One of the potentially most harmful side effects of excessive competition is that it discourages industry from making capital investments because it cannot depend on sufficiently long production runs over which to amortize expenses. “If one wins a contract for a new airplane and the contractor knows it’s only going to build 100 of those airplanes before a competition takes place, one can afford to tool in a very different fashion than if you think you’re going to get to build the whole 1,000 of them,” Mr. Augustine said. “If you know you’re going to build the 1,000, you can spend the money to build a more efficient factory.”
There is also an effect on general research activity, because under the complex acquisition rules, the amount that industry can bill for independent research and development (IR&D) and bid-and-proposal preparation is limited by a common ceiling, expressed as a percentage of current contracts. Emphasis on competition naturally stimulates bids and proposals.
“An increasing share of industry’s discretionary money that used to go to advancing the state of the art, to doing research, today is going to proposal writing—a very significant increase,” Mr. Augustine said.

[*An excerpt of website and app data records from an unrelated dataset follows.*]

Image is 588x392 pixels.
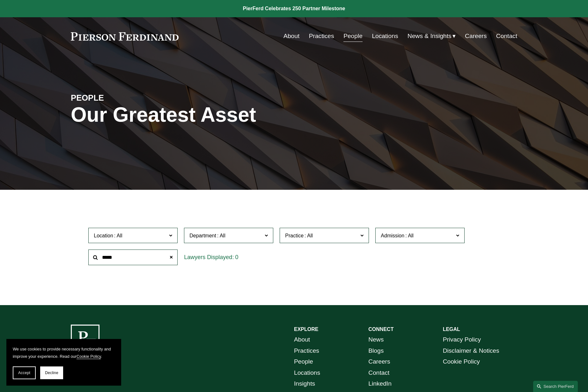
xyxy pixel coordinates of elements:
[190,233,216,238] span: Department
[94,233,113,238] span: Location
[235,254,238,260] span: 0
[40,366,63,379] button: Decline
[285,233,304,238] span: Practice
[443,334,481,345] a: Privacy Policy
[368,367,389,378] a: Contact
[533,381,578,392] a: Search this site
[76,354,101,359] a: Cookie Policy
[309,30,334,42] a: Practices
[284,30,300,42] a: About
[294,334,310,345] a: About
[71,92,182,103] h4: PEOPLE
[465,30,487,42] a: Careers
[18,371,30,375] span: Accept
[368,378,392,389] a: LinkedIn
[294,378,315,389] a: Insights
[443,326,460,332] strong: LEGAL
[45,371,58,375] span: Decline
[294,356,313,367] a: People
[381,233,404,238] span: Admission
[294,367,320,378] a: Locations
[368,356,390,367] a: Careers
[294,345,319,356] a: Practices
[407,31,452,42] span: News & Insights
[294,326,318,332] strong: EXPLORE
[443,356,480,367] a: Cookie Policy
[71,103,368,127] h1: Our Greatest Asset
[368,345,384,356] a: Blogs
[372,30,398,42] a: Locations
[407,30,456,42] a: folder dropdown
[13,345,115,360] p: We use cookies to provide necessary functionality and improve your experience. Read our .
[496,30,518,42] a: Contact
[368,334,384,345] a: News
[368,326,394,332] strong: CONNECT
[343,30,362,42] a: People
[443,345,499,356] a: Disclaimer & Notices
[13,366,36,379] button: Accept
[6,339,121,386] section: Cookie banner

Expanding on that in response to a question from General Marsh, he added, “Day-to-day pressures of staying in business are such that if you have a choice between writing a proposal to bring in business tomorrow and doing research on something that will pay off ten years from now, it’s very difficult to look your shareholders in the eye and not respond to a request for proposals.”
Congressman Courier said that he has begun to worry about a “military-congressional complex” that works at cross-purposes with the objective. “Congress is becoming much too involved in the procurement process,” he said. “We have to allow it to breathe.
“Congress, of course, wants small business set-asides: we want minority set-asides; we want to make sure that New Jersey, a state like mine, receives its ‘fair share’ of contracts. We’re interested in a jobs program. Basically. the Department of Defense is a jobs program for various members of Congress. We’re interested in social engineering as well. I’m a little concerned that Congress has taken its job and its responsibilities so seriously that we are getting in the way of true competition.”
As uncertainty, pressure, and bureaucratic requirements grow in defense contracting, many small vendors are dealing themselves out. Mr. Augustine said that he had recently heard from a small firm that had long supplied about ten very special washers a year for a low-production defense program:
“We received a box of washers from the president of this company, and it was accompanied by a letter that said, ‘Our firm is made up of good Americans. We want to do our share for the defense effort. Therefore, we’re providing you with a ten-year supply of washers, courtesy of ourselves. Now please go find somebody else, and leave us alone.’
“Competition in the broad sense is a superb mechanism, but as with many other things, one can have too much of a good thing.”